Despite its significance, some critics argue that in an era of rising trade protectionism and stringent marketing standards, diversifying horticultural export products is essential for building sustainable, competitive, and resilient marketing systems. They caution that relying solely on flower exports could leave Ethiopia vulnerable to sudden import bans or stricter maximum chemical residue levels. Diversifying exportable products allows for easier trade redirection if one product is rejected, thereby minimizing overall economic impact. As global requirements such as food safety, maximum residue levels, and environmental standards become increasingly stringent, diversifying agricultural exports is critical for Ethiopia. Stricter sanitary and phytosanitary (SPS) measures in international markets mean that diversification helps exporters spread risks, access new markets with different standards, and enhance value.
Diversification is a crucial necessity. Over-reliance on cut flowers exposes the sector to sudden import restrictions or tighter MRLs amid increasing global trade protectionism and SPS scrutiny. Expanding the export basket to include fruits, vegetables, and other ornamentals spreads risk, accesses markets with varying standards, and strengthens value chains for greater resilience and economic impact.

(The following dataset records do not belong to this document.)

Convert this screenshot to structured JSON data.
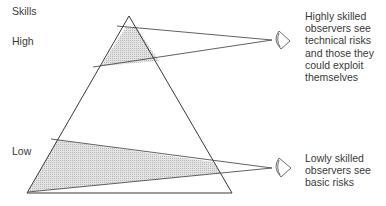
{
  "diagram": {
    "axis_label": "Skills",
    "levels": {
      "high": "High",
      "low": "Low"
    },
    "observers": [
      {
        "level": "high",
        "description": "Highly skilled\nobservers see\ntechnical risks\nand those they\ncould exploit\nthemselves"
      },
      {
        "level": "low",
        "description": "Lowly skilled\nobservers see\nbasic risks"
      }
    ],
    "colors": {
      "line": "#3a3a3a",
      "shade": "#d9d9d9"
    }
  }
}
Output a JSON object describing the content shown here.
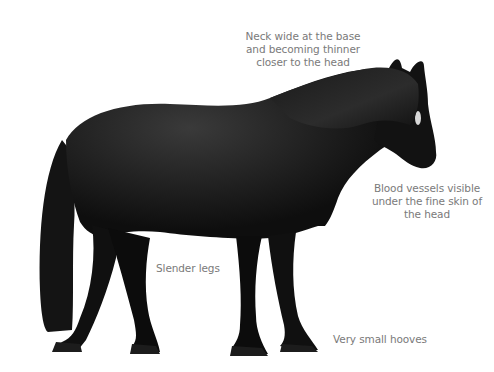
{
  "image": {
    "subject": "black pony standing in profile, facing right",
    "background_color": "#ffffff",
    "coat_color": "#0e0e0e",
    "highlight_color": "#3a3a3a",
    "label_color": "#7a7a7a"
  },
  "annotations": [
    {
      "id": "neck",
      "text": "Neck wide at the base\nand becoming thinner\ncloser to the head"
    },
    {
      "id": "blood",
      "text": "Blood vessels visible\nunder the fine skin of\nthe head"
    },
    {
      "id": "legs",
      "text": "Slender legs"
    },
    {
      "id": "hooves",
      "text": "Very small hooves"
    }
  ]
}
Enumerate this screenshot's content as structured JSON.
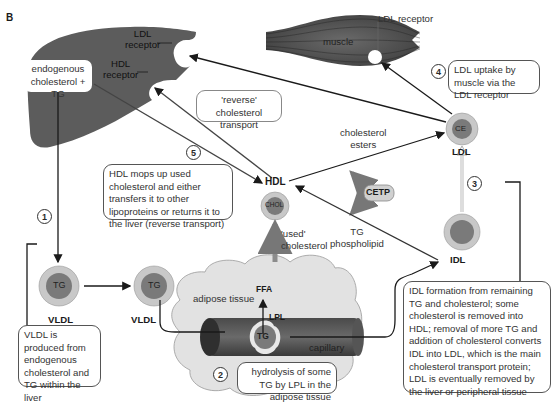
{
  "figure_label": "B",
  "organs": {
    "liver": {
      "ldl_receptor": "LDL",
      "ldl_receptor_2": "receptor",
      "hdl_receptor": "HDL",
      "hdl_receptor_2": "receptor",
      "box": "endogenous cholesterol + TG"
    },
    "muscle": {
      "label": "muscle",
      "receptor": "LDL receptor"
    },
    "adipose": {
      "label": "adipose tissue",
      "capillary": "capillary",
      "ffa": "FFA",
      "lpl": "LPL",
      "tg": "TG"
    }
  },
  "particles": {
    "vldl1": {
      "core": "TG",
      "label": "VLDL"
    },
    "vldl2": {
      "core": "TG",
      "label": "VLDL"
    },
    "hdl": {
      "core": "CHOL",
      "label": "HDL"
    },
    "ldl": {
      "core": "CE",
      "label": "LDL"
    },
    "idl": {
      "core": "",
      "label": "IDL"
    },
    "cetp": {
      "label": "CETP"
    }
  },
  "arrow_labels": {
    "reverse": "'reverse' cholesterol transport",
    "cholesterol_esters_1": "cholesterol",
    "cholesterol_esters_2": "esters",
    "tg_phospholipid_1": "TG",
    "tg_phospholipid_2": "phospholipid",
    "used_cholesterol_1": "'used'",
    "used_cholesterol_2": "cholesterol"
  },
  "steps": [
    {
      "number": "1",
      "text": "VLDL is produced from endogenous cholesterol and TG within the liver"
    },
    {
      "number": "2",
      "text": "hydrolysis of some TG by LPL in the adipose tissue"
    },
    {
      "number": "3",
      "text": "IDL formation from remaining TG and cholesterol; some cholesterol is removed into HDL; removal of more TG and addition of cholesterol converts IDL into LDL, which is the main cholesterol transport protein; LDL is eventually removed by the liver or peripheral tissue"
    },
    {
      "number": "4",
      "text": "LDL uptake by muscle via the LDL receptor"
    },
    {
      "number": "5",
      "text": "HDL mops up used cholesterol and either transfers it to other lipoproteins or returns it to the liver (reverse transport)"
    }
  ],
  "colors": {
    "organ_dark": "#5c5c5c",
    "particle_outer": "#c8c8c8",
    "particle_core": "#7a7a7a",
    "adipose": "#e2e2e2",
    "arrow": "#1a1a1a",
    "grey_arrow": "#8c8c8c"
  }
}
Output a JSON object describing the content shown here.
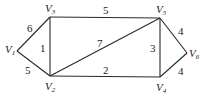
{
  "graph": {
    "vertices": [
      {
        "id": "V1",
        "name": "V",
        "sub": "1",
        "x": 17,
        "y": 51
      },
      {
        "id": "V2",
        "name": "V",
        "sub": "2",
        "x": 50,
        "y": 76
      },
      {
        "id": "V3",
        "name": "V",
        "sub": "3",
        "x": 50,
        "y": 17
      },
      {
        "id": "V4",
        "name": "V",
        "sub": "4",
        "x": 160,
        "y": 77
      },
      {
        "id": "V5",
        "name": "V",
        "sub": "5",
        "x": 160,
        "y": 18
      },
      {
        "id": "V6",
        "name": "V",
        "sub": "6",
        "x": 187,
        "y": 53
      }
    ],
    "edges": [
      {
        "from": "V1",
        "to": "V3",
        "weight": "6"
      },
      {
        "from": "V1",
        "to": "V2",
        "weight": "5"
      },
      {
        "from": "V3",
        "to": "V2",
        "weight": "1"
      },
      {
        "from": "V3",
        "to": "V5",
        "weight": "5"
      },
      {
        "from": "V2",
        "to": "V5",
        "weight": "7"
      },
      {
        "from": "V2",
        "to": "V4",
        "weight": "2"
      },
      {
        "from": "V5",
        "to": "V4",
        "weight": "3"
      },
      {
        "from": "V5",
        "to": "V6",
        "weight": "4"
      },
      {
        "from": "V4",
        "to": "V6",
        "weight": "4"
      }
    ]
  }
}
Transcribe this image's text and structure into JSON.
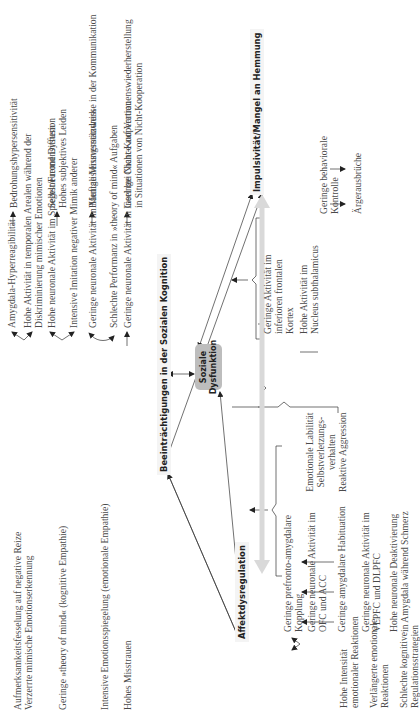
{
  "headings": {
    "social_cognition": "Beeinträchtigungen in der Sozialen Kognition",
    "center_box_line1": "Soziale",
    "center_box_line2": "Dysfunktion",
    "affect": "Affektdysregulation",
    "impulsivity": "Impulsivität/Mangel an Hemmung"
  },
  "social_cognition": {
    "rows": [
      {
        "symptom": [
          "Aufmerksamkeitsfesselung auf negative Reize",
          "Verzerrte mimische Emotionserkennung"
        ],
        "neural": [
          [
            "Amygdala-Hyperreagibilität"
          ],
          [
            "Hohe Aktivität in temporalen Arealen während der",
            "Diskriminierung mimischer Emotionen"
          ]
        ],
        "consequence": [
          "Bedrohungshypersensitivität"
        ]
      },
      {
        "symptom": [
          "Geringe »theory of mind« (kognitive Empathie)"
        ],
        "neural": [
          [
            "Hohe neuronale Aktivität im Spiegelneuronensystem"
          ],
          [
            "Intensive Imitation negativer Mimik anderer"
          ]
        ],
        "consequence": [
          "Selbst/Fremd Diffusion",
          "Hohes subjektives Leiden"
        ]
      },
      {
        "symptom": [
          "Intensive Emotionsspiegelung (emotionale Empathie)"
        ],
        "neural": [
          [
            "Geringe neuronale Aktivität im Mentalisierungsnetzwerk"
          ],
          [
            "Schlechte Performanz in »theory of mind« Aufgaben"
          ]
        ],
        "consequence": [
          "Häufige Missverständnisse in der Kommunikation"
        ]
      },
      {
        "symptom": [
          "Hohes Misstrauen"
        ],
        "neural": [
          [
            "Geringe neuronale Aktivität in Insel bei Nicht-Kooperation"
          ]
        ],
        "consequence": [
          "Geringe Chance auf Vertrauenswiederherstellung",
          "in Situationen von Nicht-Kooperation"
        ]
      }
    ]
  },
  "affect": {
    "rows": [
      {
        "symptom": [
          "Hohe Intensität",
          "emotionaler Reaktionen"
        ],
        "neural": [
          [
            "Geringe prefronto-amygdalare",
            "Kopplung"
          ],
          [
            "Geringe neuronale Aktivität im",
            "OFC und ACC"
          ]
        ]
      },
      {
        "symptom": [
          "Verlängerte emotionale",
          "Reaktionen"
        ],
        "neural": [
          [
            "Geringe amygdalare Habituation"
          ]
        ]
      },
      {
        "symptom": [
          "Schlechte kognitive",
          "Regulationsstrategien"
        ],
        "neural": [
          [
            "Geringe neuronale Aktivität im",
            "VLPFC und DLPFC"
          ]
        ]
      },
      {
        "symptom": [
          "Schmerz als emotionale",
          "Regulationsstrategie"
        ],
        "neural": [
          [
            "Hohe neuronale Deaktivierung",
            "in Amygdala während Schmerz"
          ]
        ]
      }
    ]
  },
  "shared_outcomes": [
    "Emotionale Labilität",
    "Selbstverletzungs-",
    "verhalten",
    "Reaktive Aggression"
  ],
  "impulsivity": {
    "neural": [
      [
        "Geringe Aktivität im",
        "inferioren frontalen",
        "Kortex"
      ],
      [
        "Hohe Aktivität im",
        "Nucleus subthalamicus"
      ]
    ],
    "consequences": [
      [
        "Geringe behaviorale",
        "Kontrolle"
      ],
      [
        "Ärgerausbrüche"
      ]
    ]
  },
  "colors": {
    "text": "#4a4a4a",
    "heading": "#222222",
    "box": "#bdbdbd",
    "grey_arrow": "#d9d9d9",
    "line": "#333333"
  }
}
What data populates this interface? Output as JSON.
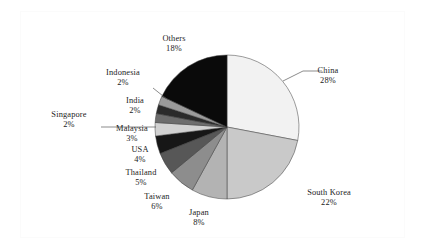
{
  "chart_data": {
    "type": "pie",
    "title": "",
    "subtitle": "",
    "xlabel": "",
    "ylabel": "",
    "grid": false,
    "legend_position": "none",
    "label_format": "name + percent",
    "start_angle_deg": 0,
    "direction": "clockwise",
    "units": "percent",
    "total": 100,
    "categories": [
      "China",
      "South Korea",
      "Japan",
      "Taiwan",
      "Thailand",
      "USA",
      "Malaysia",
      "Singapore",
      "India",
      "Indonesia",
      "Others"
    ],
    "values": [
      28,
      22,
      8,
      6,
      5,
      4,
      3,
      2,
      2,
      2,
      18
    ],
    "slices": [
      {
        "name": "China",
        "percent_label": "28%",
        "value": 28,
        "color": "#f2f2f2"
      },
      {
        "name": "South Korea",
        "percent_label": "22%",
        "value": 22,
        "color": "#c9c9c9"
      },
      {
        "name": "Japan",
        "percent_label": "8%",
        "value": 8,
        "color": "#b3b3b3"
      },
      {
        "name": "Taiwan",
        "percent_label": "6%",
        "value": 6,
        "color": "#8d8d8d"
      },
      {
        "name": "Thailand",
        "percent_label": "5%",
        "value": 5,
        "color": "#575757"
      },
      {
        "name": "USA",
        "percent_label": "4%",
        "value": 4,
        "color": "#171717"
      },
      {
        "name": "Malaysia",
        "percent_label": "3%",
        "value": 3,
        "color": "#d2d2d2"
      },
      {
        "name": "Singapore",
        "percent_label": "2%",
        "value": 2,
        "color": "#6d6d6d"
      },
      {
        "name": "India",
        "percent_label": "2%",
        "value": 2,
        "color": "#2a2a2a"
      },
      {
        "name": "Indonesia",
        "percent_label": "2%",
        "value": 2,
        "color": "#9b9b9b"
      },
      {
        "name": "Others",
        "percent_label": "18%",
        "value": 18,
        "color": "#0a0a0a"
      }
    ]
  },
  "colors": {
    "background": "#ffffff",
    "frame_border": "#fbfbfb",
    "text": "#1b1b1b",
    "leader_line": "#5a5a5a",
    "slice_outline": "#3c3c3c"
  }
}
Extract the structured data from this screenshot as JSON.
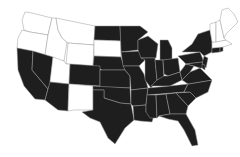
{
  "map": {
    "type": "us-states-choropleth",
    "fill_colors": {
      "selected": "#1e1e1e",
      "unselected": "#ffffff",
      "border": "#9a9a9a"
    },
    "states": [
      {
        "id": "WA",
        "name": "Washington",
        "filled": false
      },
      {
        "id": "OR",
        "name": "Oregon",
        "filled": false
      },
      {
        "id": "ID",
        "name": "Idaho",
        "filled": false
      },
      {
        "id": "MT",
        "name": "Montana",
        "filled": false
      },
      {
        "id": "WY",
        "name": "Wyoming",
        "filled": false
      },
      {
        "id": "SD",
        "name": "South Dakota",
        "filled": false
      },
      {
        "id": "UT",
        "name": "Utah",
        "filled": false
      },
      {
        "id": "NM",
        "name": "New Mexico",
        "filled": false
      },
      {
        "id": "ME",
        "name": "Maine",
        "filled": false
      },
      {
        "id": "NH",
        "name": "New Hampshire",
        "filled": false
      },
      {
        "id": "VT",
        "name": "Vermont",
        "filled": false
      },
      {
        "id": "MA",
        "name": "Massachusetts",
        "filled": false
      },
      {
        "id": "CA",
        "name": "California",
        "filled": true
      },
      {
        "id": "NV",
        "name": "Nevada",
        "filled": true
      },
      {
        "id": "AZ",
        "name": "Arizona",
        "filled": true
      },
      {
        "id": "CO",
        "name": "Colorado",
        "filled": true
      },
      {
        "id": "ND",
        "name": "North Dakota",
        "filled": true
      },
      {
        "id": "NE",
        "name": "Nebraska",
        "filled": true
      },
      {
        "id": "KS",
        "name": "Kansas",
        "filled": true
      },
      {
        "id": "OK",
        "name": "Oklahoma",
        "filled": true
      },
      {
        "id": "TX",
        "name": "Texas",
        "filled": true
      },
      {
        "id": "MN",
        "name": "Minnesota",
        "filled": true
      },
      {
        "id": "IA",
        "name": "Iowa",
        "filled": true
      },
      {
        "id": "MO",
        "name": "Missouri",
        "filled": true
      },
      {
        "id": "AR",
        "name": "Arkansas",
        "filled": true
      },
      {
        "id": "LA",
        "name": "Louisiana",
        "filled": true
      },
      {
        "id": "WI",
        "name": "Wisconsin",
        "filled": true
      },
      {
        "id": "IL",
        "name": "Illinois",
        "filled": true
      },
      {
        "id": "MI",
        "name": "Michigan",
        "filled": true
      },
      {
        "id": "IN",
        "name": "Indiana",
        "filled": true
      },
      {
        "id": "OH",
        "name": "Ohio",
        "filled": true
      },
      {
        "id": "KY",
        "name": "Kentucky",
        "filled": true
      },
      {
        "id": "TN",
        "name": "Tennessee",
        "filled": true
      },
      {
        "id": "MS",
        "name": "Mississippi",
        "filled": true
      },
      {
        "id": "AL",
        "name": "Alabama",
        "filled": true
      },
      {
        "id": "GA",
        "name": "Georgia",
        "filled": true
      },
      {
        "id": "FL",
        "name": "Florida",
        "filled": true
      },
      {
        "id": "SC",
        "name": "South Carolina",
        "filled": true
      },
      {
        "id": "NC",
        "name": "North Carolina",
        "filled": true
      },
      {
        "id": "VA",
        "name": "Virginia",
        "filled": true
      },
      {
        "id": "WV",
        "name": "West Virginia",
        "filled": true
      },
      {
        "id": "PA",
        "name": "Pennsylvania",
        "filled": true
      },
      {
        "id": "NY",
        "name": "New York",
        "filled": true
      },
      {
        "id": "NJ",
        "name": "New Jersey",
        "filled": true
      },
      {
        "id": "MD",
        "name": "Maryland",
        "filled": true
      },
      {
        "id": "DE",
        "name": "Delaware",
        "filled": true
      },
      {
        "id": "CT",
        "name": "Connecticut",
        "filled": true
      },
      {
        "id": "RI",
        "name": "Rhode Island",
        "filled": true
      }
    ]
  }
}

In conclusion, the Netherlands Food and Consumer Product Safety Authority report serves not only as a cautionary signal but also as an exciting call to redefine excellence. Through coordinated action—government support in technical assistance and funding via the Ministry of Agriculture, deepening international alliances with Dutch auctions, breeders, and certifiers, and an unwavering commitment to sustainability as a core competitive advantage—Ethiopian floriculture can turn regulatory evolution from a perceived obstacle into a powerful catalyst for innovation, quality, and prosperity.
Global regulatory tightening is not a barrier; it is a crucible that refines superior standards, enhances market positioning, and secures long-term success in a discerning marketplace. Ethiopia’s floral renaissance has already demonstrated its strength—embracing these standards proactively will elevate it to even greater heights, delivering lasting benefits for farms, workers, communities, and the nation.